How to create a garden getaway

Use these landscaping ideas to shape your own backyard escape

Credit: iStock / Pacifica Landscaping / Tom Meyer, Watermark Gardens

Use inspiration from nature for your own garden design elements

Create your own backyard escape using inspiration from some of B.C.’s top 
landscape-design experts

1. Take a hike

Achieving a natural effect is often more difficult than it looks. While the course of this waterfall (pictured above) by Pacifica Landscaping seems charmingly haphazard, each boulder is actually “strategically random,” explains designer Michael Bjorge, who takes inspiration from regular excursions to Tofino and Whistler. His advice is to turn to nature when seeking inspiration for your garden.


Next: Set design >

2. Set design

Sticking to shades of grey keeps an eclectic mix of materials and textures in line, while fountain-spray grasses prevent an all-rock 
landscape from looking barren. In soggy climates, take inspiration from a pebbled beach, and choose cool-weather grasses such as Miscanthus, sedges or Japanese forest grass (Hakonechloa macra ‘Aureola’, zone 5). In drier regions, build a romantic desert scene with Mexican feather grass (Stipa tenuissima, zone 6) or fiery purple moor grass (Molinia caerulea ssp. arundinacea ‘Skyracer’, zone 5), leaning more toward brown or clay-hued stonework.

Next: Patio flow >


3. Patio flow

Most people start with a deck and then add landscaping features around the edges. Placing the large Squamish-region boulders first, and then letting the patio shape itself around them, provides a greater sense of permanency, explains Bjorge. In laymen’s lingo: Aim for a yard that says, “This sweet little fish pool just happened to be tucked between naturally occurring basalt boulders in our backyard. We simply poured our concrete patio around it.”

Another water-feature trick: use square-ish, flat stones to expand the flow from a narrow trickle to a wider wall-like cascade. 


Next: Slow road >


4. Slow road

A wide sweeping path to the front entrance invites visitors to linger, rather than just charge directly from street to door. Tom Meyer used old-look 
pavers for a sense of established grandeur. A running bond pattern, where the pavers are laid in the same direction as the path, visually pulls guests through the garden, while the extra width encourages them to slow down and savour the adjacent plantings. Meyer advises choosing plants that peak in different seasons, ensuring there is an eye-catcher for every month and textures that are pleasing even 
during the bleakest days. 


Next: Sunny screen >

5. Sunny screen 


To shield your oasis from prying eyes without blocking precious sun, try a semi-opaque glass screen. Watermark Gardens had emerald-hued versions custom-made and mounted in solid-steel frames, so that these homeowners could make better use of a small front yard without feeling like they were 
sitting on the curb. For an antique look, try fitting coloured glass into a salvaged wooden window frame.

Next: Modern jungle >

6. Modern jungle

On smaller patios, maximize mingling areas by slipping a water feature in along the edges. Narrow it may be, but the length coupled with luxurious foliage spilling over the edges creates a tropical impact without surrendering living space.

Tip: Build up, rather than out, to make tight quarters seem expansive. The kelly-green wall behind (made of stucco-covered concrete) is not only fun, it also furthers the illusion of depth and layers.

Next: Playful paths >



7. Playful paths 


To add some fun to a “dead-flat” standard-sized lot, build a whimsical path to a secret garden within a garden, a quiet place for reading or guitar-strumming. (Leave the barbecue on a more public deck closer to the house.)

Next: Posy pockets >

Liam Robinson of Watermark Gardens used circular poured-concrete stepping stones to contrast with square-shaped pavers and patios elsewhere in the space, and softened the strict geometry with airy white Nicotiana and snow anemones.

Square flagstones laid over pea gravel in a hopscotch pattern seem casual and quirky, 
giving the impression of an eccentric English garden.

8. Posy pockets

To soften rocky hillside steps, tuck in some perennial and annual groundcovers. Spreading petunias are great for bare spots, as they grow so rapidly that within a few weeks their frilly petals will have filled in all the naked gaps left by shovels or backhoes.

Next: Pooling resources >

9. Pooling resources

Natural and 
eco-conscious materials are often pricier, but hard to resist. To make the overall project more affordable, direct resources to one or two focal points, and go for less-expensive methods in others. In this garden, the owners spent money on the stacked-slate retaining wall and a fish pond lined with river rock. Rather than a natural-flagstone patio surface, they chose to recycle the man-made pavers from the old deck.

Tip: Laying out coloured pavers in a random pattern looks more sophisticated than uniform rows, and blends better with natural elements.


* Action item *
Return all lines of the records that contain the word "this".

* Supplied information *
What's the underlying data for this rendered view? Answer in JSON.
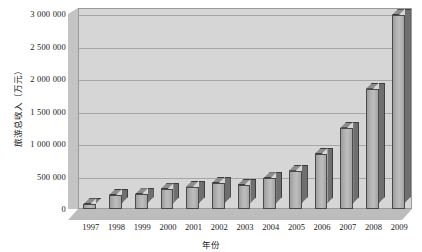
{
  "chart_data": {
    "type": "bar",
    "title": "",
    "xlabel": "年份",
    "ylabel": "旅游总收入（万元）",
    "categories": [
      "1997",
      "1998",
      "1999",
      "2000",
      "2001",
      "2002",
      "2003",
      "2004",
      "2005",
      "2006",
      "2007",
      "2008",
      "2009"
    ],
    "values": [
      75000,
      215000,
      225000,
      305000,
      345000,
      400000,
      370000,
      470000,
      590000,
      845000,
      1250000,
      1850000,
      2980000
    ],
    "ylim": [
      0,
      3000000
    ],
    "ytick_values": [
      0,
      500000,
      1000000,
      1500000,
      2000000,
      2500000,
      3000000
    ],
    "ytick_labels": [
      "0",
      "500 000",
      "1 000 000",
      "1 500 000",
      "2 000 000",
      "2 500 000",
      "3 000 000"
    ],
    "grid": true,
    "legend": "none",
    "style": "3d-column",
    "colors": {
      "bar_front": "#b4b4b4",
      "bar_side": "#6f6f6f",
      "bar_top": "#8d8d8d",
      "bar_outline": "#3d3d3d",
      "plot_background": "#d6d6d6",
      "wall_left": "#c4c4c4",
      "floor": "#bdbdbd",
      "gridline": "#a6a6a6",
      "page_background": "#ffffff",
      "text": "#1a1a1a"
    }
  }
}
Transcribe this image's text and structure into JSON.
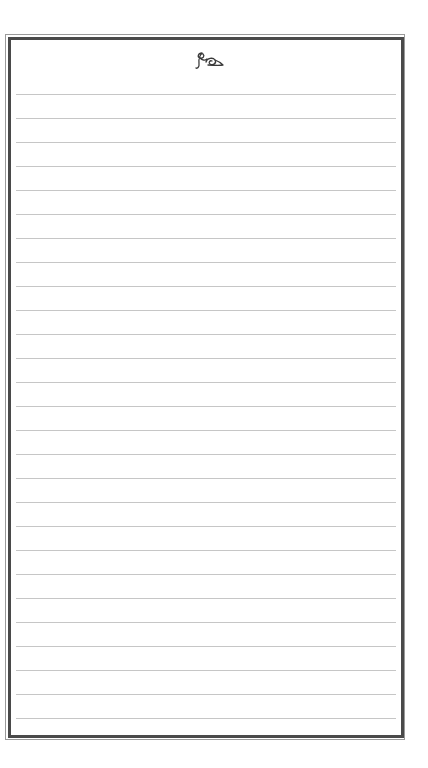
{
  "page": {
    "type": "lined-writing-paper",
    "background_color": "#ffffff"
  },
  "frame": {
    "outer_line_color": "#9a9a9a",
    "inner_line_color": "#4a4a4a"
  },
  "header": {
    "ornament_icon": "calligraphic-flourish-icon"
  },
  "rules": {
    "count": 27,
    "first_line_y": 94,
    "spacing": 24,
    "line_color": "#c6c6c6",
    "lines": [
      {
        "text": ""
      },
      {
        "text": ""
      },
      {
        "text": ""
      },
      {
        "text": ""
      },
      {
        "text": ""
      },
      {
        "text": ""
      },
      {
        "text": ""
      },
      {
        "text": ""
      },
      {
        "text": ""
      },
      {
        "text": ""
      },
      {
        "text": ""
      },
      {
        "text": ""
      },
      {
        "text": ""
      },
      {
        "text": ""
      },
      {
        "text": ""
      },
      {
        "text": ""
      },
      {
        "text": ""
      },
      {
        "text": ""
      },
      {
        "text": ""
      },
      {
        "text": ""
      },
      {
        "text": ""
      },
      {
        "text": ""
      },
      {
        "text": ""
      },
      {
        "text": ""
      },
      {
        "text": ""
      },
      {
        "text": ""
      },
      {
        "text": ""
      }
    ]
  }
}
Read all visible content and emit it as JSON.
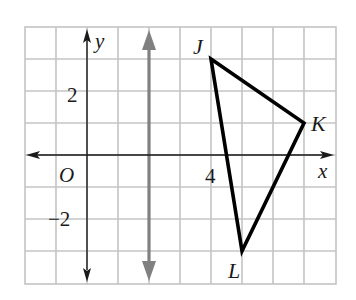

* Written response *
What's the underlying data for this rendered view? Answer in JSON.
Transcribe this image's text and structure into JSON.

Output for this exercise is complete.